Andy started in the motor trade business as a store man in McClean and Mc Laughlin’s in Letterkenny who were the Main VW dealers at the time and Ford Tractor Agent. After he left there he started up his own garage in 1960 in Ballymacool. He had an agency for Fiat and Alfa Romeo for a short while and got the Opel Agency the year after Martha started.
‘We sold some Opels, especially Kadettes’, Martha recalled as she flicked through an old album filled with paper cuttings mixed in with a photo album of her own family. There were more car deals done on the back of a Major Cigarette packet by Andy back in the day. Then Martha had to figure them out to record the sale.
The week that the garages were off at Christmas was a very busy time preparing the documentation for the registrations of new cars for the second day in January. Everything was taken over to Lifford at that time long before you could do business all online as it is today.
In the early 70s, Hegarty’s took on the Renault agency with Opel. It was a very busy place before any major extensions were built. We were doing self drive cars now known as rental from early years. A lot of our customers came on holidays to Donegal and called year after year to rent out our cars. In the times of the Troubles in the North, northern customers felt very safe on holidays in Donegal registered cars. In the mid seventies we took on the Ford agency which let us develop a bigger commercial van dealership
‘It’s hard to believe that it’s 43 years since we moved to Ford,’ Martha recalled – they were some of the busiest years for the business. As well as selling to the local market, Hegarty’s also exported a lot of commercial vehicles into the UK in their early years. Regular customers are not just looking for one van but maybe as many as ten.
Big and all as the garage was in Ballymacool with all the extensions they built, Mr Hegarty still had to store an overflow of vehicles out at his house in a makeshift compound.

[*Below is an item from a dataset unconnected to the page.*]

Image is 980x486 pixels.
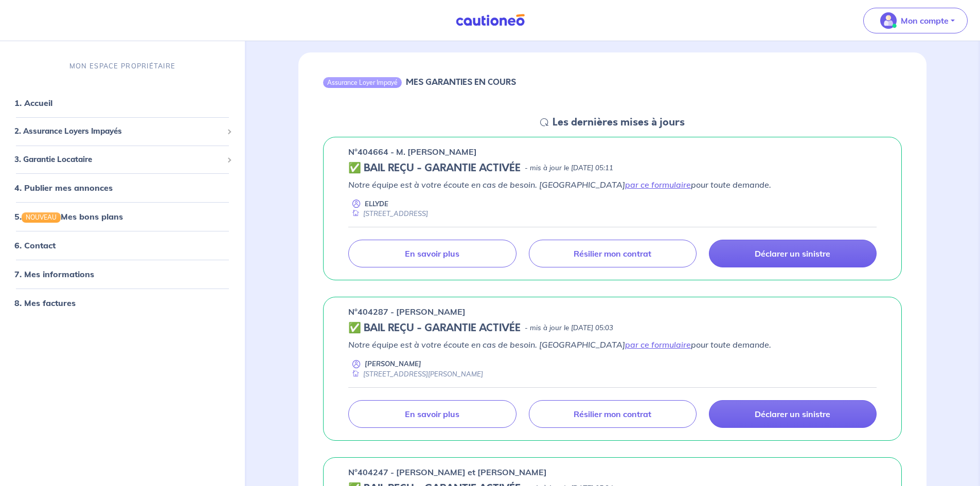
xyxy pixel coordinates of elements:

Sadly Mr Hegarty never lived long enough after his retirement in 1999 to see the development of the family business in the hands of the next generation to the present day premises at the mountain top.
Martha, even in retirement, keeps a watchful eye on the progression of Hegarty’s and also on Hegarty staff from the past and where they went around the world and the business they set up and locally keeps an eye on people that once worked with Hegarty’s that have set up business locally.
And you couldn’t get any more local than young Damien Daly who lived right next to Hegarty’s in Ballymacool, just one of the Daly boys that worked in the pumps. Young Damien remembers starting on the petrol pumps when he was going to St. Eunan’s College and talked about him proudly celebrating his first decade in a business partnership with Kernan’s group which have brought three local business into the group in Letterkenny at Old Town, the foot of the town and Tullygay, one of which Coyle’s old shop being the place that Hugo Coyle who put in a word for Martha to get her start in Hegarty’s once owned.
Martha chatted about Mr. Hegarty who in his later years took an interest in Gaelic Football and would head to Donegal matches with Martha’s husband Colm,
At one match he spotted one of the young Daly’s, Damien, lining out for Donegal. Martha’s husband recalls Andy down and around the fence to where Damien was playing and there was Andy encouraging the young footballer to get stuck in – which would nearly be the opposite to what he would be advising the young neighbour boys to do when they would be blasting the ball out of their garden and on to the bonnet of a line of cars on show.